Shattuck, who was a literary critic, discusses this principle as laid out in Camus’s novel The Stranger. He observes that many people — including Camus himself, in the introduction to the 1955 edition of his novel — engage in “moral myopia” by sympathizing with the narrator, Meursault, who is tried and condemned for killing an innocent Arab on the beach. Shattuck writes that the novel “offers the most convincing version ever written, I would say, of the sincerity plea made in exoneration of an incontrovertibly criminal action.” Shattuck cites lines from his own students taking Meursault’s side — which is, of course, horrifying.
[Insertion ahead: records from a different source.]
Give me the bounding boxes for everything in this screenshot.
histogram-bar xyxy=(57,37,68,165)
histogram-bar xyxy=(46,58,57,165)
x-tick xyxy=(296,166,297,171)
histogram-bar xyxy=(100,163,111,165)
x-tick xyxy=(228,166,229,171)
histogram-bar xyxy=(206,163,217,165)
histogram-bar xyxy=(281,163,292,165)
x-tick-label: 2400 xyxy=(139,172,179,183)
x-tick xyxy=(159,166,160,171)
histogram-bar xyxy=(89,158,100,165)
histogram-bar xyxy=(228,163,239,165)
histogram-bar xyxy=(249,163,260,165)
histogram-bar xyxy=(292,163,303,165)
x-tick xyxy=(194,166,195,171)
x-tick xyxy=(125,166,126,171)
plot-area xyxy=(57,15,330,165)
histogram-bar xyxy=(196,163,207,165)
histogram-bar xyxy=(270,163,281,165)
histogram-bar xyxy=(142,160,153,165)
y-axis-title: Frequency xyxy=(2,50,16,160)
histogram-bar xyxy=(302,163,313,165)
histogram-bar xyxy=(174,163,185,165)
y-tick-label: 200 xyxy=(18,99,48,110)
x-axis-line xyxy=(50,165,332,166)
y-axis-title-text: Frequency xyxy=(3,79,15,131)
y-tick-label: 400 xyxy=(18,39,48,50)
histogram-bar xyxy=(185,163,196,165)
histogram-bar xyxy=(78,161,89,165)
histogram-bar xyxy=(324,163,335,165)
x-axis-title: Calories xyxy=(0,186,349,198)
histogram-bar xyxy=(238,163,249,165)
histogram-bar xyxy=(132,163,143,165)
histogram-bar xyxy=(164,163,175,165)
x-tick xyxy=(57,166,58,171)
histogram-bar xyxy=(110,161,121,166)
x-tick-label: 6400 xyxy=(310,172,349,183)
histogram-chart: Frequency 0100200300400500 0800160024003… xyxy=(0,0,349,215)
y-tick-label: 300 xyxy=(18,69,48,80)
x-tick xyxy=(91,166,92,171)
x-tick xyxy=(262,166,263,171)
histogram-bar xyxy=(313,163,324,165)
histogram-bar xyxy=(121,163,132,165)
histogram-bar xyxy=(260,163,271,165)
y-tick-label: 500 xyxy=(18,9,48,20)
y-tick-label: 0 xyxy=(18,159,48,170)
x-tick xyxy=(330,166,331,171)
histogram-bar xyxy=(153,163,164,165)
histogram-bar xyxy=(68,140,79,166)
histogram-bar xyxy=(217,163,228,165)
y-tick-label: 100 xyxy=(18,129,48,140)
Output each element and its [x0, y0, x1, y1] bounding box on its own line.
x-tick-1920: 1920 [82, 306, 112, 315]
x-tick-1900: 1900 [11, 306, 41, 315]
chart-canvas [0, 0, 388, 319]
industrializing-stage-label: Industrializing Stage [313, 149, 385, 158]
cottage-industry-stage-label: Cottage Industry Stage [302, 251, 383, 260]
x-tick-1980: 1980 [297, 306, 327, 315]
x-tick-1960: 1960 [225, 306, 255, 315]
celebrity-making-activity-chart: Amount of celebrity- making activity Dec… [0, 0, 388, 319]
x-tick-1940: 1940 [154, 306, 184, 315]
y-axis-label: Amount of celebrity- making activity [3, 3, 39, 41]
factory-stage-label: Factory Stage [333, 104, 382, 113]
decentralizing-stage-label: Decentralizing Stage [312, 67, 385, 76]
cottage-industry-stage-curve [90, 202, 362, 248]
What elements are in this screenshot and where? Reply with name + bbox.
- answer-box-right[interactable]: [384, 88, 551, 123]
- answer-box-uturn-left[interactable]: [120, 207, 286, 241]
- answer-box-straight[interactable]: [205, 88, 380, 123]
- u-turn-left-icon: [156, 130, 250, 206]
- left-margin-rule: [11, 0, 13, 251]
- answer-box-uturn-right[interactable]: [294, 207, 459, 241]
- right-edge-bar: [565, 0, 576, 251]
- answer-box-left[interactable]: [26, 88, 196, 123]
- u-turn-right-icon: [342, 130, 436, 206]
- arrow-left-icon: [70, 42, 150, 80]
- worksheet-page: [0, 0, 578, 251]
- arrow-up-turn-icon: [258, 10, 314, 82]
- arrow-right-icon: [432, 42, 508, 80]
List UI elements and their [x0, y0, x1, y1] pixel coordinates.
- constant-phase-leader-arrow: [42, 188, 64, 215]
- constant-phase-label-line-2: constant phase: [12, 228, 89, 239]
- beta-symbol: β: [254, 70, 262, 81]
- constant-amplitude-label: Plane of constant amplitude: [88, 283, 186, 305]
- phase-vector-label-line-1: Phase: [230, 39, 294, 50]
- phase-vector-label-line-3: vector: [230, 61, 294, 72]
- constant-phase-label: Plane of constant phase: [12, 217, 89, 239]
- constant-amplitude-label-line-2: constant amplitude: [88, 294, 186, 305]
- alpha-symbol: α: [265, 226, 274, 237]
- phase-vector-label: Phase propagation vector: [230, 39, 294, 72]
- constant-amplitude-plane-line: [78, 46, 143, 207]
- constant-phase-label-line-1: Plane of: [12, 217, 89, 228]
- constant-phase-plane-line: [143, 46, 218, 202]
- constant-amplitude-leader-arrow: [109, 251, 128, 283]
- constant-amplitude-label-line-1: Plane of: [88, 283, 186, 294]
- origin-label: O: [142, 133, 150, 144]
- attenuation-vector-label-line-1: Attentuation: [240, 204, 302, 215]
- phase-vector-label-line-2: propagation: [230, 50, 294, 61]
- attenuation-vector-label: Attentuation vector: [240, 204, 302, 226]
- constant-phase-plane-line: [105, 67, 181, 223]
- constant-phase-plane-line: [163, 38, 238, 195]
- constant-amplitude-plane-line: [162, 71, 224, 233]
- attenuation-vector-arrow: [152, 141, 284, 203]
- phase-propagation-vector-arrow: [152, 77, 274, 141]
Yet in the pursuit of justice, we must undertake at least something of a sympathetic journey into the mind of the accused, to consider the circumstances under which he committed the act. We quite rightly do not view the actions of a woman who plotted and carried out the murder of her husband in cold blood to get insurance money with the same degree of sympathy as we do the battered wife who finally has enough of it, and murders her abusive husband in his sleep. The banker who embezzles $10 million is not in the same category as the man who robs a gas station to feed his family. And so forth.

We have to seek this kind of subjective knowledge to render a just verdict, but there’s danger here, Shattuck says, because we may come to share the accused’s view that any reasonable person under those conditions would have done the same (or, as Shattuck puts it, “we tend to interpret that person’s behavior as caused by some form of fate or determination”). In other words, to seek knowledge empathically might not clarify our understanding, but rather obscure it by removing “individual agency and responsibility for one’s actions.” Here’s Shattuck:

G.K. Chesterton called this attitude ‘the devil’s sentimentality.’ Under carefully controlled conditions, as in listening to the ‘sincere’ and seductive narrative voice of The Stranger, our empathy for another person can be stretched very far. We can vetnure too close and lose our perspective on hnumanity. Once we understand another life by entering it, by seeing it from inside, we may both pardon and forgive a criminal action. We may not even recognize it as criminal. We are all gulty in some way. How can we ever judge anyone else, punish anyone else?

In Shattuck’s reading — correct, as I see it — “To understand all is to forgive all” is a caution about the danger of empathy. In other words, not all knowledge leads us to truth.